E. Lewis Sturtevant | |
---|---|
Born |
Boston, Massachusetts |
January 23, 1842
Died | July 30, 1898 South Framingham, Massachusetts |
(aged 56)
Nationality | United States |
Fields | agronomy, botany |
Author abbrev. (botany) | Sturtev. |
Spouses | Mary Elizabeth (Mann) Sturtevant Hattie (Mann) Sturtevant |
Children | Grace, Robert, 3 others |
Edward Lewis Sturtevant (January 23, 1842 – July 30, 1898) was an American agronomist and botanist who wrote Sturtevant's Edible Plants of the World.
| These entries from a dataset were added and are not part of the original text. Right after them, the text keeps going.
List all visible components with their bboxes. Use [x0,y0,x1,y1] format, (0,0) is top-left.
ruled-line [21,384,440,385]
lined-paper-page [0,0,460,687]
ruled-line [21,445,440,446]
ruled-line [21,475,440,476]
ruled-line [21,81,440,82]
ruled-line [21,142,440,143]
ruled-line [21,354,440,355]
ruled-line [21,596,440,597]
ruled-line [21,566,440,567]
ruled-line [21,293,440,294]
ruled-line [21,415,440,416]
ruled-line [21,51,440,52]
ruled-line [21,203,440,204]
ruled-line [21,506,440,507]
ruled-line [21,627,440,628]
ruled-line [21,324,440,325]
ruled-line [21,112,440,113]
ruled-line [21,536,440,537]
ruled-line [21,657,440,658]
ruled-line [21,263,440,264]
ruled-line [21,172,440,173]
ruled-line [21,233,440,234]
An enormously prolific author, he was considered one of the giants of American agricultural science in his own time.
E. Lewis Sturtevant was born in Boston, Massachusetts, on January 23, 1842, to Lewis W. Sturtevant (descendant of a family of Puritan ancestry) and Mary Haight (Legett) Sturtevant. Through a common ancestor, Samuel Sturtevant, who emigrated from England to America in the 1640s, he is a distant cousin of the geneticist Alfred Henry Sturtevant. While still a youth, his parents died, and Lewis was raised by an aunt. In 1859 he entered Bowdoin College but left before completing his degree to join the Union Army when the American Civil War broke out in 1861. He served in the 74th Regiment of Maine Volunteers as a captain but was invalided out due to a combined attack of typhoid and malaria in 1863. He afterwards received both a B.A. and an M.A. from Bowdoin, where he had developed good fluency in Greek, Latin, French, and German. He went on to Harvard Medical School, from which he graduated in 1866, though he never actually followed the profession of medecine.
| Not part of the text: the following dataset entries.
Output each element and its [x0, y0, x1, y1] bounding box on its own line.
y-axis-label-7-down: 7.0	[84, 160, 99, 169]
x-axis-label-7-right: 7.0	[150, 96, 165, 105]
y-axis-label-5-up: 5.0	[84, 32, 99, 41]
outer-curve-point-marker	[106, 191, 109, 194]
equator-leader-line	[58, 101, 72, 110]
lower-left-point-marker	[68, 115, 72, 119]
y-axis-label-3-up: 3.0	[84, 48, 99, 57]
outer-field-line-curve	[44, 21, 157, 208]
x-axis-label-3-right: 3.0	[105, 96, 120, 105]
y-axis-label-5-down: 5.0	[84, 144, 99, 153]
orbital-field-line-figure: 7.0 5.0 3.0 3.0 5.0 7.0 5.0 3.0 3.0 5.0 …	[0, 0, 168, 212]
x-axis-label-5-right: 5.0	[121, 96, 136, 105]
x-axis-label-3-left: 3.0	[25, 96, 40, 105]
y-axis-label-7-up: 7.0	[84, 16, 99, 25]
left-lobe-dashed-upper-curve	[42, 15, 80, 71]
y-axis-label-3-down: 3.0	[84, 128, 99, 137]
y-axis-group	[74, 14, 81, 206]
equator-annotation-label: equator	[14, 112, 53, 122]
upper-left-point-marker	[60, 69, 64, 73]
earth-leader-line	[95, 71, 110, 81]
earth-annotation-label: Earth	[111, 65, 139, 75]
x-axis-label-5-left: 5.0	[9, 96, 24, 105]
In 1864 he married Mary Elizabeth Mann, with whom he had four children, Harriett (also known as Hattie), Edward, Thomas, and Grace, who went on to become a noted iris breeder. Both Grace and her mother had artistic talent and illustrated some of Lewis's scientific papers on corn (Mary Elizabeth) and peppers and sweet potatoes (Grace). Mary Elizabeth died in 1875 and Lewis married again, to her sister Hattie. The son from this second marriage, Robert Sturtevant, was a landscape architect who was close to his half-sister Grace and worked with her on plant breeding.
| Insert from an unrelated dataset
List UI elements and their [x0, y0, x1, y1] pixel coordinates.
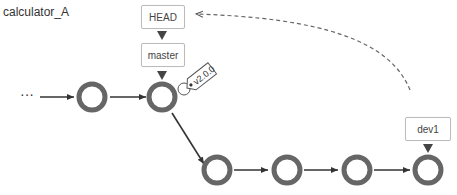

In 1867, with his brothers Thomas and Joseph, Sturtevant founded "Waushakum Farm" in South Framingham, Massachusetts. The farm was used for various agricultural experiments; one of the first enterprises of the Sturtevant brothers was the development of a model dairy farm featuring Ayrshire cattle. The monograph they published on this work in 1875 led to the establishment of a regular publication, the North American Ayrshire Register, a work that was still being consulted by Ayrshire breeders at least a generation after Lewis's death.